Monday, January 29, 2018

Basques in America: They got far on foot

Elko is gearing up for its annual National Cowboy Poetry Gathering — the highlight of the year for the city. This is one of the biggest cultural festivals in the American West that celebrates its extensive ranching heritage. Festival visitors may partake in a series of events that feature cowboy poetry, storytelling, and western music. This year’s theme pays tribute to the sheepherders of the West and particularly to the Basque immigrants who worked in the western sheep industry. In this way, Basque sheepherders will be getting recognition from the cowboy culture, many years after the end of the range wars between cattle and sheep interests that marked life in the West. By the late 1880s, though their numbers were relatively few, a handful of Basque immigrant families, such as the Altubes, had created an ethnic economic niche based largely on the open-range sheep industry. Taking advantage of the free and open range, these Basque pioneers built up quickly thriving sheep operations which opened a floodgate for further Basque immigration. This resulted in an expanding process of chain migration, which channelled Basque newcomers into the bottom ranks of the sheep industry and promoted the development of kindred networks. Thereof, an occupational concentration process occurred with the arrival of more Basque immigrants who settled near and worked as sheepherders along with their countrymen in the American West. But they came late to the party...more

3 comments:

Unknown said...

In New Mexico, the Basques came and worked on the shares for the landowners. They did so well that many eventually bought their bosses out.

On another front, the NM Cattle Sanitary Board and Sheep Sanitary Board merged in the late 1960's, but in order to accomplish that, the Governor was asked to put people on the Boards and the resulting NM Livestock Board who were diplomatic and respected enough to succeed in the face of the residual hostility between cattlemen and sheepmen, even then. People like John Bigbee, Jack Huning, my dad, and others.

drjohn said...

many Basques in rock springs Wyoming, still there, and have branched out into other businesses from sheep ranching

Anonymous said...

Great people! They brought the sheep out of Phoenix alfalfa fields and up the government driveways on their way to the Kiabab, Coconino and Sitgraves National Forests for summer grazing. They were the best camp cooks ever!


● WHAT YOU NEED TO DO:
Nothing outside the range below should be printed. Output exactly the lines from the line with "What region is tree in?" to the line with "Enclose flower in a rectangle.", both included.

● WORKING DATA:
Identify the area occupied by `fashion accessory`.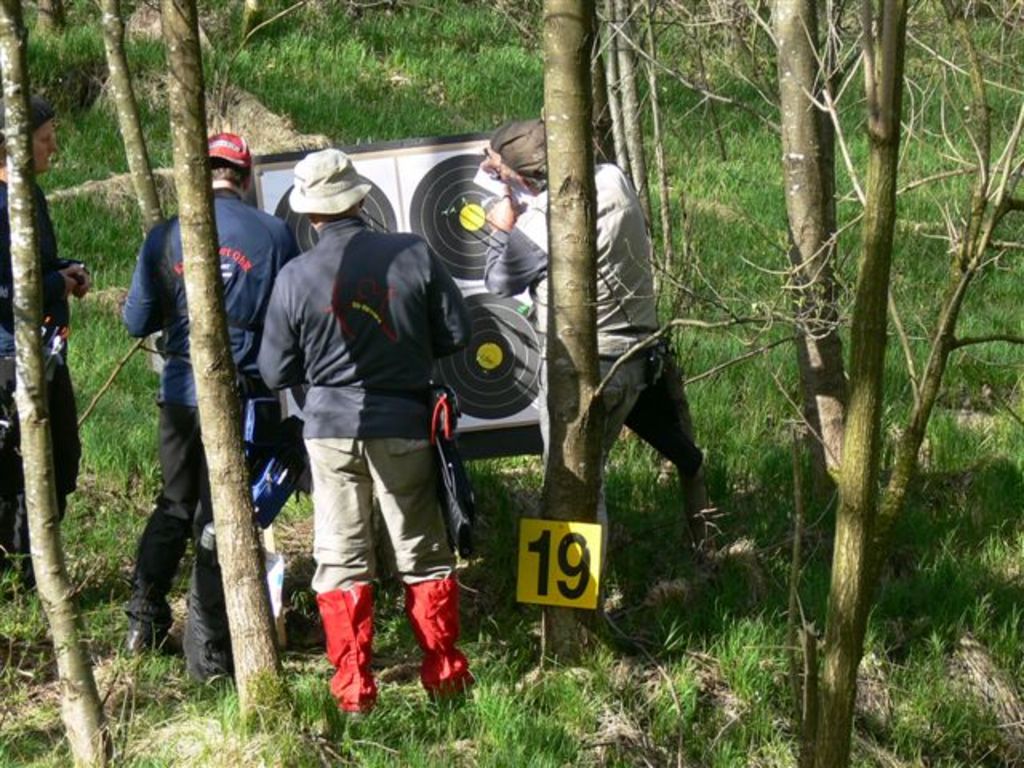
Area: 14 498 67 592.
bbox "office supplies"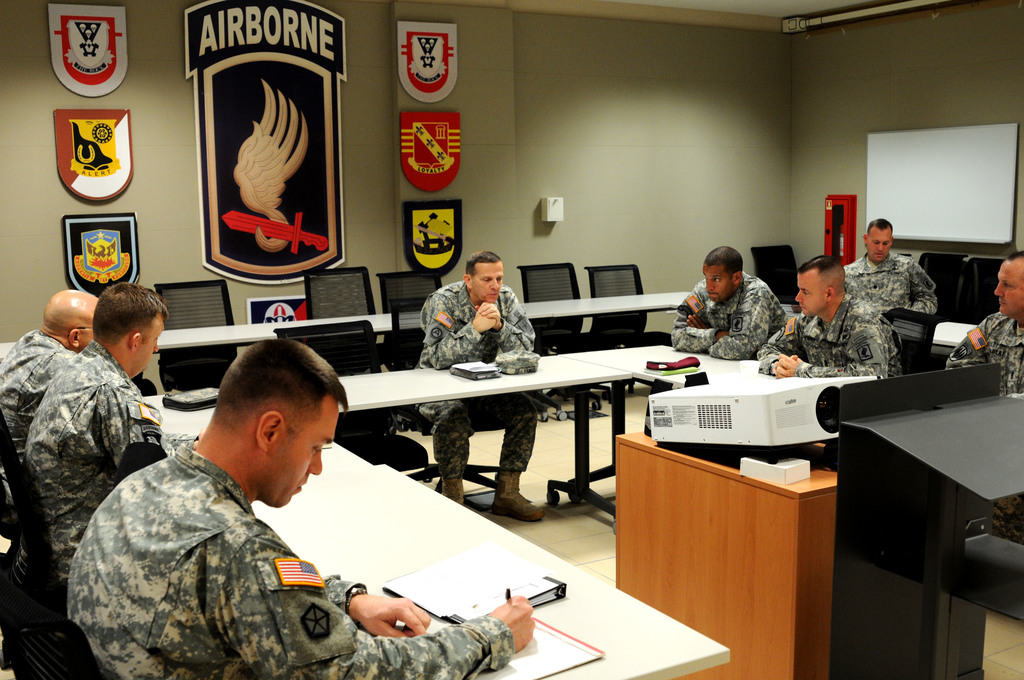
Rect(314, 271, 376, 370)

...

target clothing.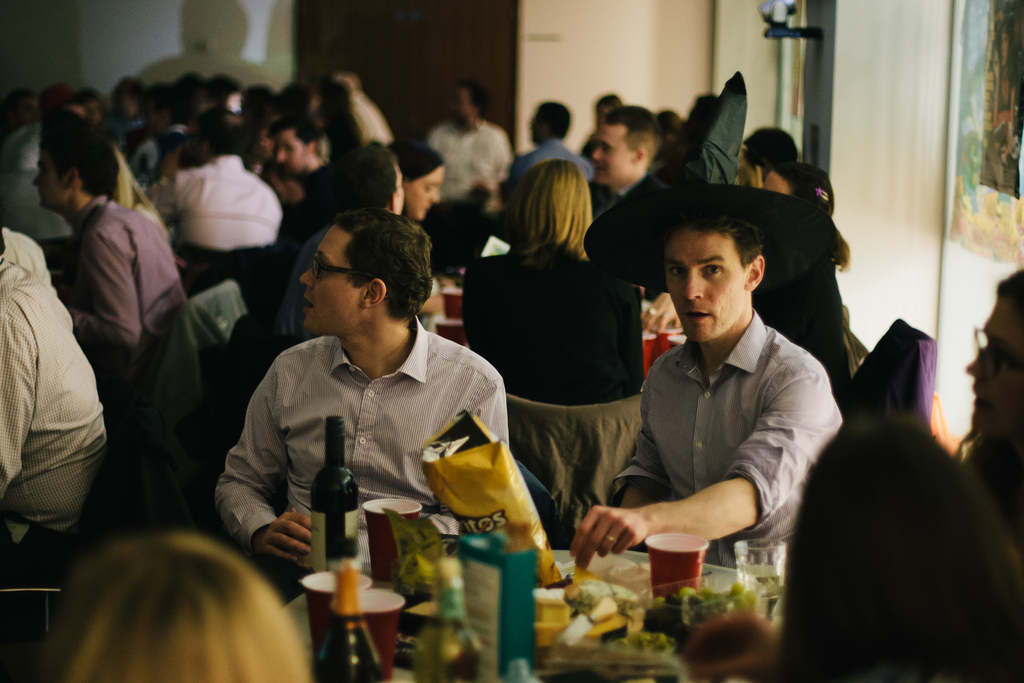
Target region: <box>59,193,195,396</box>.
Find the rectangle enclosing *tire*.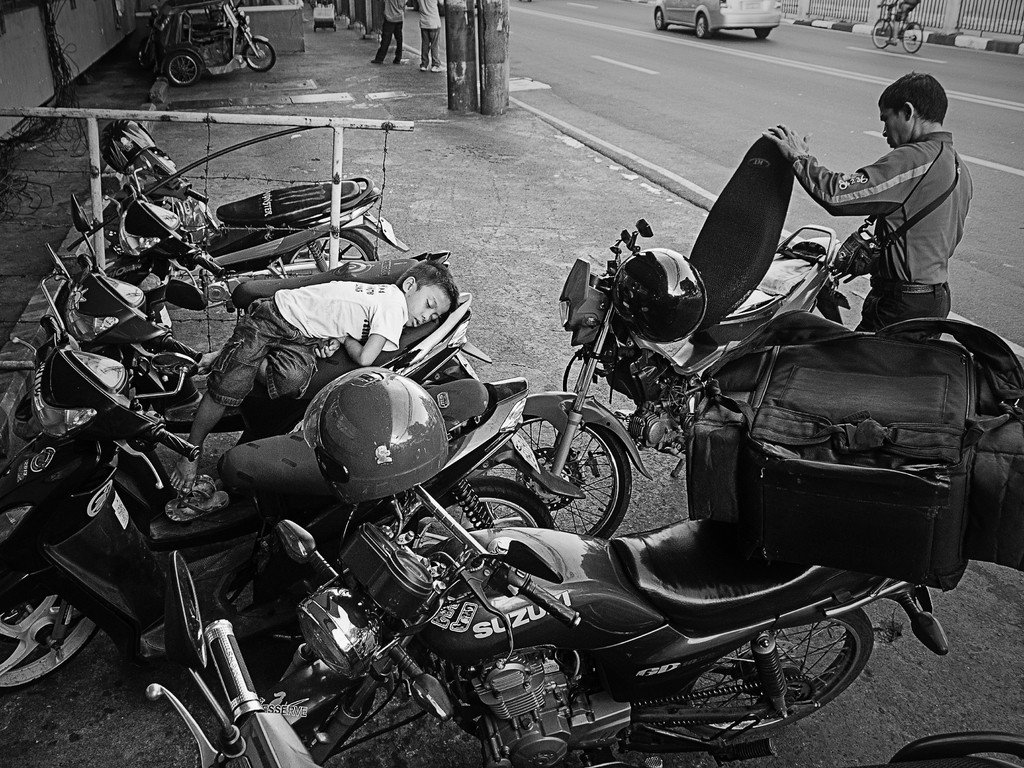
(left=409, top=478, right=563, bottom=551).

...

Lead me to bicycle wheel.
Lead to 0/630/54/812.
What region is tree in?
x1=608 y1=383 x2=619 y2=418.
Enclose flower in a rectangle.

● ANSWER SPACE:
What region is tree in?
x1=608 y1=383 x2=619 y2=418.
Enclose flower in a rectangle.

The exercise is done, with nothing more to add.